On Wednesday, June 12, 2019, at 7:00 PM, John C.
Campbell Folk School (JCCFS) and NC Writers' Network-West (NCWN-West) will
sponsor The Literary Hour. At this event, NCWN-West members will read at the
Keith House on the JCCFS campus, in Brasstown, NC. This event is now held in the community room. The Literary Hour is held on
the third Thursday of the month unless otherwise indicated. This reading is
free of charge and open to the public. This month's featured readers will be
Richard Cary, Maren O. Mitchell, and Ryvers Stewart.
Richard Montfort Cary began writing poetry in high
school and continues to this day. He graduated from Carnegie Mellon University
in 1964 with a BFA in Theatre Arts. He spent six years in regional theatres,
before moving year-round to Nantucket Island MA, as a designer & builder of
custom homes. In 1985, he founded Actors Theatre of Nantucket and served as
Artistic Director for twenty years. Richard and his wife Cheryl moved from
Asheville NC to Hayesville NC in 2017.
Cary’s claim to fame is that his Great Aunt, Olive Dame
Campbell, founded The John C. Campbell Folk School. Cary is currently editing
over 60 years of his poetry for a collection.
Maren O. Mitchell,
a North Carolina native, lived in Bordeaux, France, in her childhood, and in Kaiserslautern,
Germany. She now lives with her husband
on the edge of a national forest in the Blue Ridge Mountains of Georgia.
Mitchell has taught poetry at Blue Ridge Community College,
Flat Rock, NC, and catalogued at the Carl Sandburg Home National Historic Site.
For over thirty years, across five southeastern states, she has taught origami,
the Japanese art of paper folding.
Mitchell’s poems appear in The Cortland Review, The
MacGuffin, POEM, The Comstock Review, Tar River Poetry, Poetry East, Hotel Amerika, Appalachian
Heritage, The South Carolina Review,
Southern Humanities Review, Appalachian Journal and elsewhere. Work
is forthcoming in POEM, Slant, The
Comstock Review, Poetry East and Chiron
Review. Two poems, “X Is a Kiss on Paper” and “T,
Totally Balanced,” have been nominated for Pushcart Prizes. In 2012 she
received 1st Place Award for Excellence in Poetry from the Georgia
Poetry Society. Her nonfiction book, Beat Chronic Pain, An Insider’s Guide,
(Line of Sight Press, 2012), www.lineofsightpress.com is on Amazon.
Ryvers Stewart has been writing poetry since middle
school, but it was in high school she truly fell in love with it (and acting). She
is in the graduating class of 2019 at Tri-County Community College with an
Associates in Arts degree, she plans on graduating 2020 with an Associates in
Fine Arts.
On the weekends Stewart can be found playing D&D and Pathfinder.
She is currently working on her first poetry book.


**DESCRIPTION OF THE TASK**
Please copy every line from the records below that contains the string "Preview".

[Extracted records]
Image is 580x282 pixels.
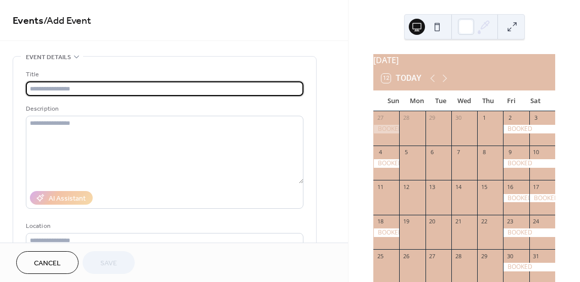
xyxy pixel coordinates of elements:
div: 11 [376,183,384,191]
div: 16 [506,183,513,191]
div: 25 [376,253,384,260]
div: 24 [532,218,540,226]
div: 31 [532,253,540,260]
div: 18 [376,218,384,226]
div: Sat [523,91,547,111]
div: 9 [506,149,513,156]
div: 30 [506,253,513,260]
div: 22 [480,218,487,226]
div: Fri [500,91,523,111]
div: Title [26,69,301,80]
button: 12Today [378,71,425,86]
div: 10 [532,149,540,156]
div: 12 [402,183,410,191]
div: BOOKED [503,194,528,203]
a: Events [13,11,44,31]
div: 15 [480,183,487,191]
div: 21 [454,218,462,226]
div: 3 [532,114,540,122]
div: 30 [454,114,462,122]
div: BOOKED [503,125,555,134]
span: / Add Event [44,11,91,31]
div: 27 [428,253,436,260]
div: Wed [452,91,476,111]
div: 29 [428,114,436,122]
div: 19 [402,218,410,226]
div: 5 [402,149,410,156]
span: Cancel [34,259,61,269]
div: BOOKED [503,229,555,237]
div: 4 [376,149,384,156]
div: 8 [480,149,487,156]
div: 27 [376,114,384,122]
div: 20 [428,218,436,226]
div: 13 [428,183,436,191]
div: BOOKED [529,194,555,203]
button: Cancel [16,252,78,274]
div: 17 [532,183,540,191]
div: Sun [381,91,405,111]
div: BOOKED [503,263,555,272]
div: 2 [506,114,513,122]
div: 7 [454,149,462,156]
div: Thu [476,91,500,111]
span: Event details [26,52,71,63]
div: Tue [428,91,452,111]
div: 14 [454,183,462,191]
div: 28 [454,253,462,260]
div: Mon [405,91,429,111]
div: 29 [480,253,487,260]
div: BOOKED [503,159,555,168]
div: 28 [402,114,410,122]
div: 1 [480,114,487,122]
div: BOOKED [373,125,399,134]
div: 23 [506,218,513,226]
div: Description [26,104,301,114]
div: 26 [402,253,410,260]
div: 6 [428,149,436,156]
div: BOOKED [373,229,399,237]
div: [DATE] [373,54,555,66]
div: BOOKED [373,159,399,168]
div: Location [26,221,301,232]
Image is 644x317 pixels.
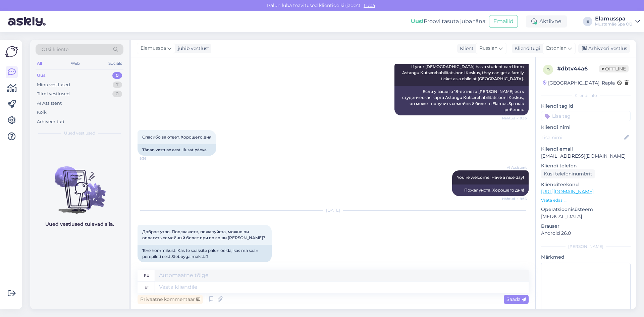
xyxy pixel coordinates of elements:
img: No chats [30,154,129,215]
a: ElamusspaMustamäe Spa OÜ [595,16,640,27]
div: Privaatne kommentaar [138,295,203,304]
div: Proovi tasuta juba täna: [411,18,487,25]
button: Emailid [489,15,518,28]
div: et [145,281,149,292]
span: Nähtud ✓ 9:36 [502,196,526,201]
p: Android 26.0 [541,230,631,237]
p: [EMAIL_ADDRESS][DOMAIN_NAME] [541,153,631,160]
div: Uus [37,72,46,79]
div: Minu vestlused [37,81,70,88]
div: ru [144,270,150,281]
div: # dbtv44a6 [557,64,599,73]
a: [URL][DOMAIN_NAME] [541,188,594,194]
div: 7 [112,81,122,88]
div: [GEOGRAPHIC_DATA], Rapla [543,80,615,87]
p: Kliendi telefon [541,162,631,169]
div: Tänan vastuse eest. Ilusat päeva. [138,144,216,155]
div: [PERSON_NAME] [541,243,631,249]
span: Otsi kliente [42,46,68,53]
div: Arhiveeri vestlus [578,44,630,53]
span: You're welcome! Have a nice day! [457,175,524,180]
div: 0 [112,72,122,79]
p: Vaata edasi ... [541,197,631,203]
div: Tiimi vestlused [37,90,70,97]
span: d [547,67,550,72]
input: Lisa tag [541,111,631,121]
div: [DATE] [138,207,529,213]
span: Доброе утро. Подскажите, пожалуйста, можно ли оплатить семейный билет при помощи [PERSON_NAME]? [142,229,265,240]
div: Arhiveeritud [37,118,64,125]
span: Offline [599,65,629,73]
span: Elamusspa [140,45,166,52]
div: Пожалуйста! Хорошего дня! [453,184,529,196]
div: AI Assistent [37,100,62,107]
p: Operatsioonisüsteem [541,206,631,213]
img: Askly Logo [5,45,18,58]
p: Klienditeekond [541,181,631,188]
div: 0 [112,90,122,97]
div: Klient [458,45,474,52]
div: Kõik [37,109,47,116]
span: AI Assistent [502,165,526,170]
span: 10:53 [140,263,165,268]
span: Uued vestlused [64,130,95,136]
span: Спасибо за ответ. Хорошего дня [142,135,211,140]
div: Socials [107,59,123,68]
b: Uus! [411,18,423,25]
div: Web [70,59,81,68]
div: Elamusspa [595,16,633,21]
div: Tere hommikust. Kas te saaksite palun öelda, kas ma saan perepileti eest Stebbyga maksta? [138,245,272,262]
p: Brauser [541,222,631,230]
span: Nähtud ✓ 9:36 [502,116,526,121]
span: 9:36 [140,156,165,161]
p: Uued vestlused tulevad siia. [46,220,114,227]
div: All [35,59,43,68]
p: [MEDICAL_DATA] [541,213,631,220]
input: Lisa nimi [542,134,623,141]
div: Kliendi info [541,93,631,99]
span: Luba [361,3,377,8]
p: Kliendi nimi [541,124,631,131]
div: Klienditugi [512,45,540,52]
p: Kliendi email [541,145,631,153]
span: If your [DEMOGRAPHIC_DATA] has a student card from Astangu Kutserehabilitatsiooni Keskus, they ca... [402,64,525,81]
div: Mustamäe Spa OÜ [595,21,633,27]
div: juhib vestlust [175,45,209,52]
span: Saada [507,296,526,302]
p: Kliendi tag'id [541,102,631,110]
span: Estonian [546,45,567,52]
div: E [583,17,592,26]
div: Küsi telefoninumbrit [541,169,595,178]
div: Если у вашего 18-летнего [PERSON_NAME] есть студенческая карта Astangu Kutserehabilitatsiooni Kes... [394,86,529,116]
p: Märkmed [541,253,631,260]
div: Aktiivne [526,15,567,28]
span: Russian [480,45,497,52]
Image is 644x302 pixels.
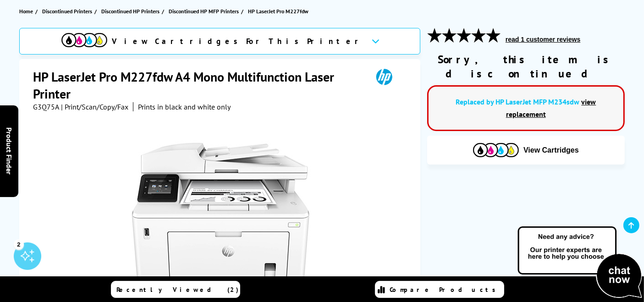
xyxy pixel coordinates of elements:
[101,6,162,16] a: Discontinued HP Printers
[169,6,241,16] a: Discontinued HP MFP Printers
[111,281,240,298] a: Recently Viewed (2)
[61,103,128,112] span: | Print/Scan/Copy/Fax
[42,6,95,16] a: Discontinued Printers
[524,146,579,154] span: View Cartridges
[390,286,501,294] span: Compare Products
[33,103,59,112] span: G3Q75A
[506,97,596,119] a: view replacement
[516,225,644,300] img: Open Live Chat window
[101,6,159,16] span: Discontinued HP Printers
[455,97,579,106] a: Replaced by HP LaserJet MFP M234sdw
[169,6,239,16] span: Discontinued HP MFP Printers
[19,6,33,16] span: Home
[117,286,239,294] span: Recently Viewed (2)
[473,143,519,157] img: Cartridges
[363,68,405,85] img: HP
[248,6,308,16] span: HP LaserJet Pro M227fdw
[138,103,230,112] i: Prints in black and white only
[42,6,92,16] span: Discontinued Printers
[14,239,24,250] div: 2
[248,6,311,16] a: HP LaserJet Pro M227fdw
[19,6,35,16] a: Home
[375,281,504,298] a: Compare Products
[33,68,363,103] h1: HP LaserJet Pro M227fdw A4 Mono Multifunction Laser Printer
[5,127,14,175] span: Product Finder
[61,33,107,47] img: cmyk-icon.svg
[434,143,618,158] button: View Cartridges
[427,52,625,81] div: Sorry, this item is discontinued
[503,35,583,43] button: read 1 customer reviews
[112,36,364,46] span: View Cartridges For This Printer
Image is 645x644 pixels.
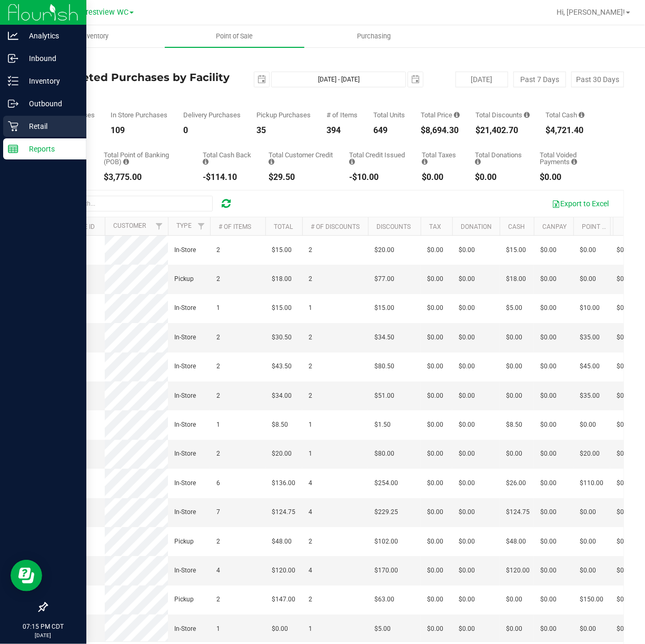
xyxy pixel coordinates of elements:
[271,507,296,517] span: $124.75
[271,391,292,401] span: $34.00
[111,126,168,135] div: 109
[454,111,460,119] i: Sum of the total prices of all purchases in the date range.
[217,274,220,284] span: 2
[459,624,475,634] span: $0.00
[617,391,633,401] span: $0.00
[427,595,443,604] span: $0.00
[580,391,600,401] span: $35.00
[421,126,460,135] div: $8,694.30
[459,274,475,284] span: $0.00
[5,622,81,631] p: 07:15 PM CDT
[271,420,288,430] span: $8.50
[8,75,18,86] inline-svg: Inventory
[309,624,312,634] span: 1
[540,245,556,255] span: $0.00
[617,274,633,284] span: $0.00
[506,507,529,517] span: $124.75
[427,537,443,547] span: $0.00
[459,507,475,517] span: $0.00
[374,111,405,119] div: Total Units
[580,507,596,517] span: $0.00
[174,420,196,430] span: In-Store
[374,362,395,372] span: $80.50
[203,158,209,165] i: Sum of the cash-back amounts from rounded-up electronic payments for all purchases in the date ra...
[269,152,333,165] div: Total Customer Credit
[18,29,81,42] p: Analytics
[309,595,312,604] span: 2
[309,537,312,547] span: 2
[8,31,18,41] inline-svg: Analytics
[217,303,220,313] span: 1
[271,566,296,576] span: $120.00
[374,126,405,135] div: 649
[113,222,146,229] a: Customer
[508,224,525,230] a: Cash
[11,560,42,592] iframe: Resource center
[256,126,311,135] div: 35
[309,391,312,401] span: 2
[476,111,529,119] div: Total Discounts
[580,537,596,547] span: $0.00
[309,245,312,255] span: 2
[540,566,556,576] span: $0.00
[309,420,312,430] span: 1
[475,152,524,165] div: Total Donations
[580,449,600,459] span: $20.00
[427,245,443,255] span: $0.00
[459,420,475,430] span: $0.00
[617,362,633,372] span: $0.00
[540,595,556,604] span: $0.00
[617,507,633,517] span: $0.00
[183,126,240,135] div: 0
[269,158,275,165] i: Sum of the successful, non-voided payments using account credit for all purchases in the date range.
[539,173,608,182] div: $0.00
[506,362,522,372] span: $0.00
[67,32,123,41] span: Inventory
[271,478,296,488] span: $136.00
[476,126,529,135] div: $21,402.70
[309,449,312,459] span: 1
[617,303,633,313] span: $0.00
[506,449,522,459] span: $0.00
[459,595,475,604] span: $0.00
[617,595,633,604] span: $0.00
[165,25,305,47] a: Point of Sale
[5,631,81,639] p: [DATE]
[524,111,529,119] i: Sum of the discount values applied to the all purchases in the date range.
[8,53,18,64] inline-svg: Inbound
[617,566,633,576] span: $0.00
[305,25,444,47] a: Purchasing
[427,303,443,313] span: $0.00
[176,222,192,229] a: Type
[271,332,292,343] span: $30.50
[174,537,194,547] span: Pickup
[374,420,391,430] span: $1.50
[579,111,585,119] i: Sum of the successful, non-voided cash payment transactions for all purchases in the date range. ...
[542,224,567,230] a: CanPay
[18,97,81,110] p: Outbound
[459,245,475,255] span: $0.00
[374,303,395,313] span: $15.00
[217,362,220,372] span: 2
[475,173,524,182] div: $0.00
[123,158,129,165] i: Sum of the successful, non-voided point-of-banking payment transactions, both via payment termina...
[506,478,526,488] span: $26.00
[456,71,508,87] button: [DATE]
[539,152,608,165] div: Total Voided Payments
[540,274,556,284] span: $0.00
[617,624,633,634] span: $0.00
[174,274,194,284] span: Pickup
[8,98,18,109] inline-svg: Outbound
[540,362,556,372] span: $0.00
[309,478,312,488] span: 4
[513,71,566,87] button: Past 7 Days
[459,537,475,547] span: $0.00
[617,420,633,430] span: $0.00
[349,158,355,165] i: Sum of all account credit issued for all refunds from returned purchases in the date range.
[183,111,240,119] div: Delivery Purchases
[427,274,443,284] span: $0.00
[217,537,220,547] span: 2
[427,566,443,576] span: $0.00
[580,478,603,488] span: $110.00
[326,126,358,135] div: 394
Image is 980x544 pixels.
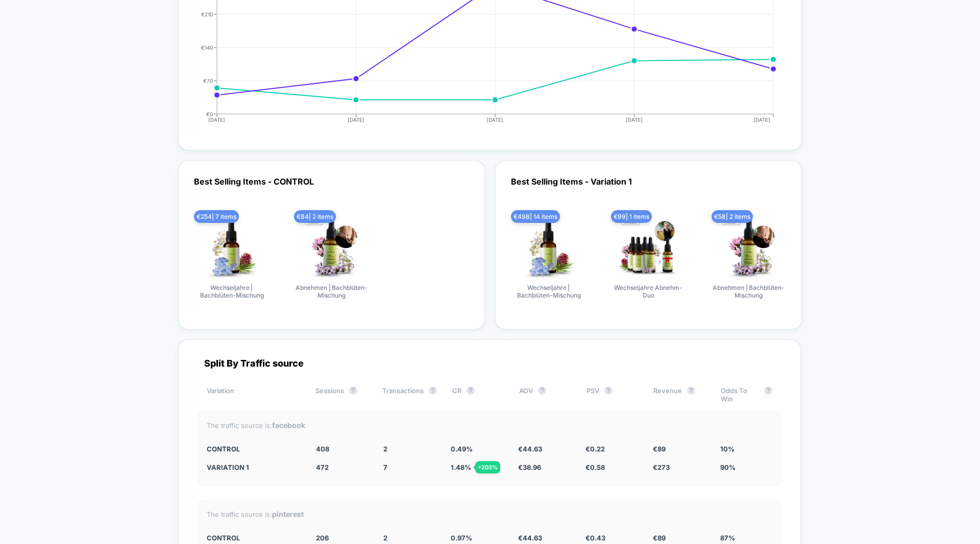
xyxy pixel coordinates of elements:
div: 87% [721,534,772,542]
strong: facebook [273,421,305,429]
span: € 273 [653,463,670,471]
tspan: €70 [203,77,213,84]
button: ? [349,387,357,395]
span: € 84 | 2 items [294,210,336,222]
img: produt [719,217,780,279]
span: 1.48 % [450,463,471,471]
button: ? [688,387,696,395]
div: CONTROL [207,534,301,542]
tspan: €140 [201,44,213,50]
span: € 44.63 [518,444,542,453]
span: Wechseljahre Abnehm-Duo [610,284,687,299]
div: Transactions [383,387,437,403]
div: + 203 % [476,461,501,473]
span: Abnehmen | Bachblüten-Mischung [293,284,370,299]
img: produt [618,217,679,279]
span: € 38.96 [518,463,541,471]
div: CONTROL [207,444,301,453]
div: PSV [586,387,638,403]
div: AOV [519,387,571,403]
tspan: [DATE] [348,117,365,123]
div: 90% [721,463,772,471]
button: ? [605,387,613,395]
span: 472 [316,463,329,471]
span: € 99 | 1 items [611,210,652,222]
button: ? [467,387,475,395]
span: 0.97 % [450,534,473,542]
tspan: €0 [206,110,213,117]
span: 206 [316,534,329,542]
div: Variation [207,387,301,403]
span: Wechseljahre | Bachblüten-Mischung [193,284,270,299]
div: Sessions [315,387,367,403]
tspan: [DATE] [626,117,643,123]
tspan: [DATE] [753,117,770,123]
span: € 58 | 2 items [712,210,753,222]
div: Split By Traffic source [196,358,783,368]
span: € 89 [653,534,666,542]
div: Variation 1 [207,463,301,471]
span: 7 [383,463,388,471]
img: produt [301,217,362,279]
span: 2 [383,534,388,542]
span: € 0.22 [586,444,605,453]
span: Wechseljahre | Bachblüten-Mischung [510,284,586,299]
span: Abnehmen | Bachblüten-Mischung [710,284,787,299]
span: € 254 | 7 items [194,210,239,222]
img: produt [518,217,579,279]
span: 2 [383,444,388,453]
div: 10% [721,444,772,453]
button: ? [764,387,772,395]
div: CR [453,387,504,403]
span: € 0.58 [586,463,605,471]
span: € 89 [653,444,666,453]
div: The traffic source is: [207,509,772,518]
div: Revenue [654,387,705,403]
img: produt [201,217,262,279]
span: 0.49 % [450,444,473,453]
tspan: €210 [201,11,213,17]
div: Odds To Win [721,387,772,403]
span: 408 [316,444,329,453]
strong: pinterest [273,509,304,518]
button: ? [538,387,546,395]
span: € 0.43 [586,534,606,542]
span: € 498 | 14 items [511,210,560,222]
button: ? [429,387,437,395]
div: The traffic source is: [207,421,772,429]
tspan: [DATE] [487,117,504,123]
span: € 44.63 [518,534,542,542]
tspan: [DATE] [208,117,225,123]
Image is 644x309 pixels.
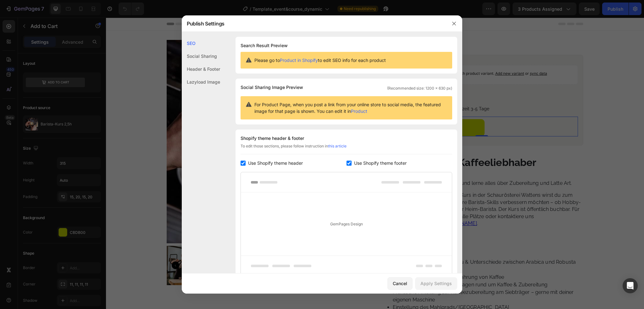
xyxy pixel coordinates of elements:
[387,277,412,290] button: Cancel
[389,53,418,58] span: Add new variant
[420,280,452,287] div: Apply Settings
[274,162,478,169] p: Tauche ein in die Welt des Kaffees und lerne alles über Zubereitung und Latte Art.
[274,174,478,209] p: In unserem 2,5-stündigen Barista-Kurs in der Schaurösterei Wattens wirst du zum Kaffeekenner. Per...
[280,58,318,63] a: Product in Shopify
[241,193,452,256] div: GemPages Design
[287,264,478,271] li: Beantwortung individueller Fragen rund um Kaffee & Zubereitung
[280,87,472,95] div: Preis inkl. Mwst. zzgl Versand. Lieferzeit 3-5 Tage
[274,22,478,33] h1: Barista-Kurs 2,5h
[241,143,452,154] div: To edit those sections, please follow instruction in
[306,106,352,115] div: In den Warenkorb
[280,73,472,83] div: 129,00 €
[274,227,478,235] h3: Ablauf der Baristaschulung:
[296,53,441,59] p: Setup options like colors, sizes with product variant.
[251,244,259,251] button: Carousel Next Arrow
[241,83,303,91] span: Social Sharing Image Preview
[66,244,73,251] button: Carousel Back Arrow
[328,144,347,149] a: this article
[354,159,406,167] span: Use Shopify theme footer
[241,134,452,142] div: Shopify theme header & footer
[387,85,452,91] span: (Recommended size: 1200 x 630 px)
[182,63,220,76] div: Header & Footer
[393,280,407,287] div: Cancel
[287,241,478,256] li: Einführung in Herkunft, Anbau & Unterschiede zwischen Arabica und Robusta (Canephora)
[182,76,220,88] div: Lazyload Image
[415,277,457,290] button: Apply Settings
[182,15,446,32] div: Publish Settings
[274,138,478,152] h1: Barista-Kurs für Kaffeeliebhaber
[418,53,441,58] span: or
[182,50,220,63] div: Social Sharing
[182,37,220,50] div: SEO
[287,90,310,96] div: Add to Cart
[254,57,386,64] span: Please go to to edit SEO info for each product
[623,278,638,293] div: Open Intercom Messenger
[424,53,441,58] span: sync data
[254,101,447,115] span: For Product Page, when you post a link from your online store to social media, the featured image...
[287,286,478,294] li: Einstellung des Mahlgrads/[GEOGRAPHIC_DATA]
[241,42,452,49] h1: Search Result Preview
[286,203,371,209] a: [EMAIL_ADDRESS][DOMAIN_NAME]
[287,256,478,264] li: Röstgrade & richtige Aufbewahrung von Kaffee
[251,120,259,127] button: Carousel Next Arrow
[280,102,379,119] button: In den Warenkorb
[287,271,478,286] li: Praktische Anleitung zur Kaffeezubereitung am Siebträger – gerne mit deiner eigenen Maschine
[351,109,367,114] a: Product
[248,159,303,167] span: Use Shopify theme header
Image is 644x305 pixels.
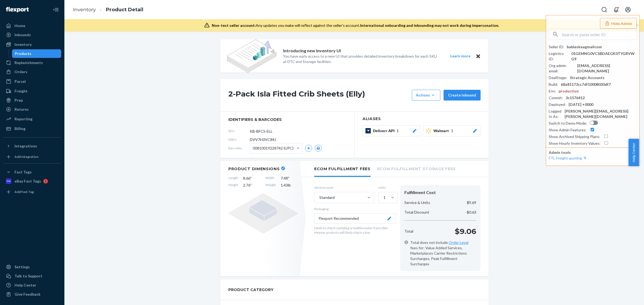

**OUTPUT FOR THIS EXERCISE**
[241,83,303,91] span: Social Sharing Image Preview
[241,42,452,49] h1: Search Result Preview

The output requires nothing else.